LENT:
THE "FRIDAY" OF THE CHURCH YEAR

 
     
If Eastertide is the “Sunday” of the Church year, then the year must also have a “Friday.”  Just as one cannot get to Sunday (the day of resurrection) without passing through Friday and Saturday (the days of passion, death, and entombment), so also one cannot get to the season of Eastertide without passing through a season of fasting and preparation.  Lent is just such a season. 
 
Initially, the word “Lent” simply meant “Spring” and derives from the Germanic root for “long” because, in Spring, the days visibly lengthen.
 
That Lent is a season consisting of forty days is rather well known.  But, if one were to look at a calendar and begin counting from Ash Wednesday to the Saturday before Easter, the result would not be forty days but forty-six days!  The reason for this is that the forty days of Lent are days of fasting. But, as previously mentioned, the Lord’s Day is always a feast day for the church.  So, in order to have forty days of fasting, the six Sundays of Lent must be excluded from the count.  Lent, in truth, is forty weekdays plus six Lord’s Days.
 
But, why forty days?  The number of days for Lent was inspired by the forty days during which Jesus endured temptation in the wilderness.  This was a time of Jesus’ own preparation for his public ministry—a time marked by his fasting those forty days in the desert.
 
The liturgical color for the season of Lent is purple.  Purple represents penitence because it signifies the feeling of sorrow for our sins in the light of Christ's passion and death.  Purple symbolizes suffering, and therefore, mourning and penitence.  It is indeed proper and fitting for us to mark the season of Lent with the holy color of purple.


→ **YOUR GOAL**
A faithful copy of the data below is required, leaving out every picture.

AVAILABLE RECORDS: Begin

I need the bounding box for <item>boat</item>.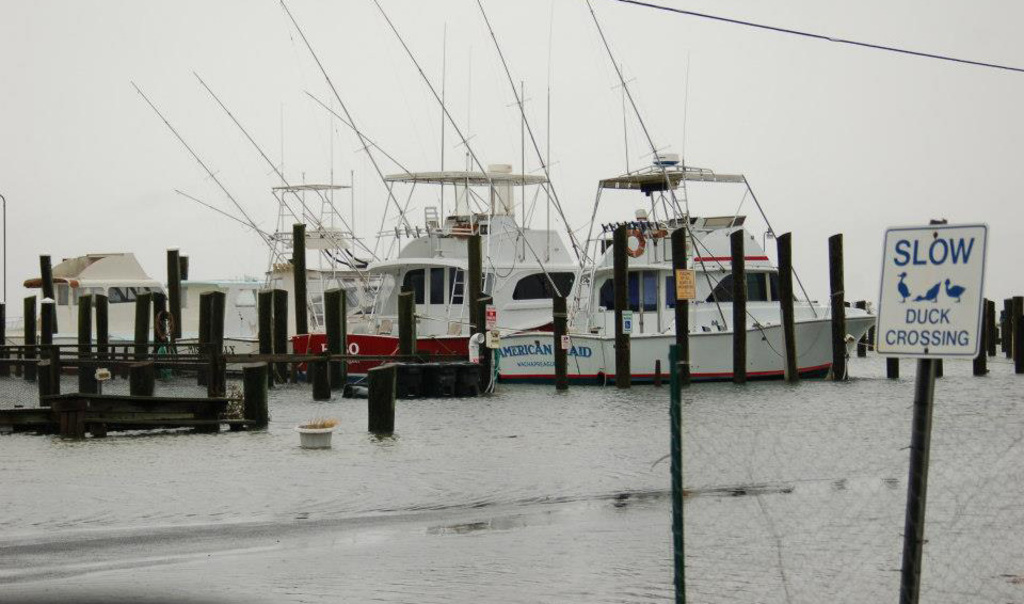
Here it is: select_region(284, 0, 601, 398).
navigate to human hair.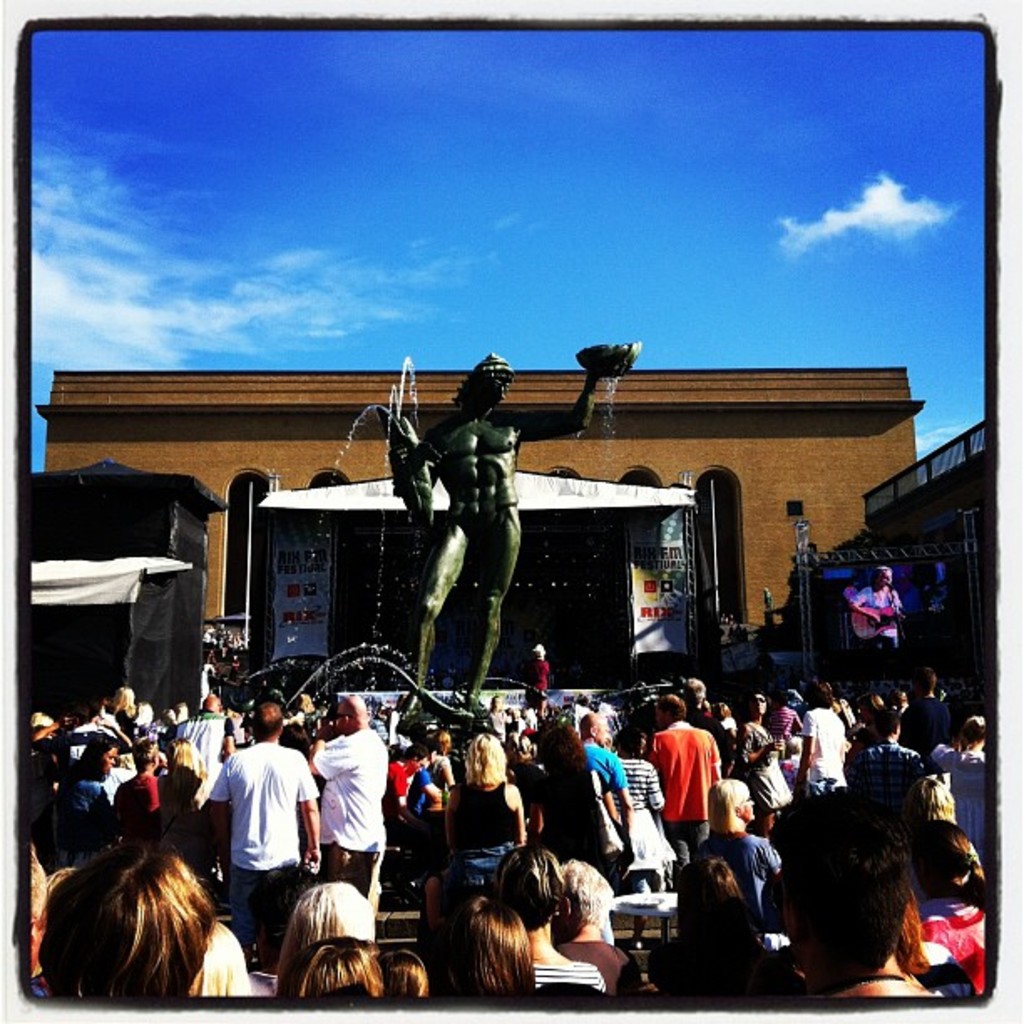
Navigation target: x1=455 y1=368 x2=510 y2=410.
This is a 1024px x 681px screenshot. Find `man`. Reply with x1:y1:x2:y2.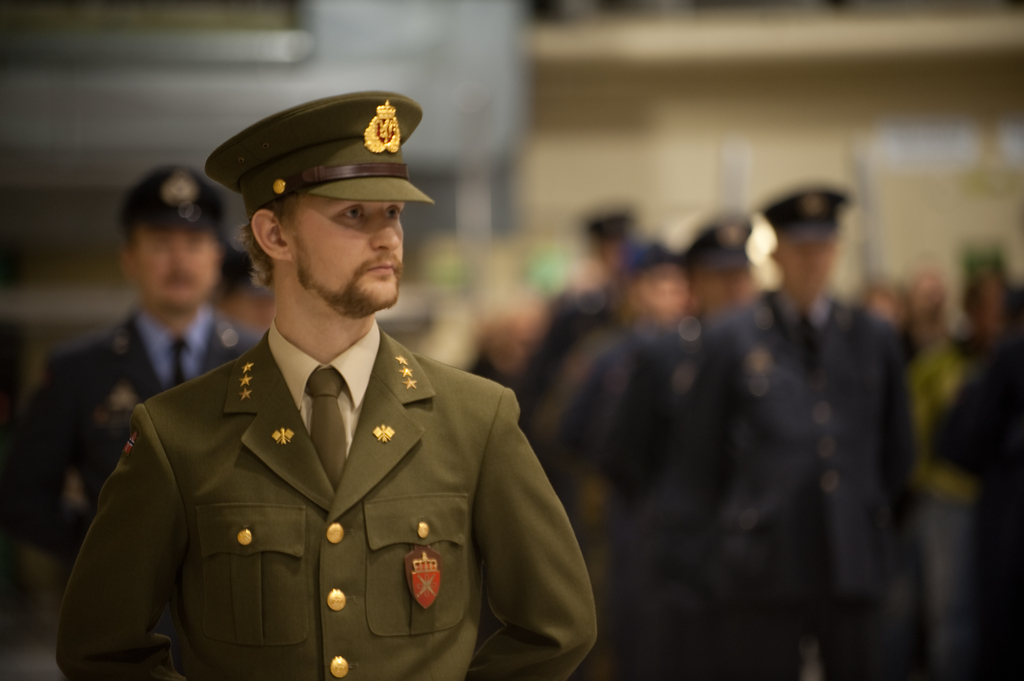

AVAILABLE RECORDS: End

→ **SOLUTION FOR THIS PROBLEM**
I need the bounding box for <item>boat</item>.
Here it is: select_region(284, 0, 601, 398).
navigate to human hair.
Navigation target: x1=455 y1=368 x2=510 y2=410.
This is a 1024px x 681px screenshot. Find `man`. Reply with x1:y1:x2:y2.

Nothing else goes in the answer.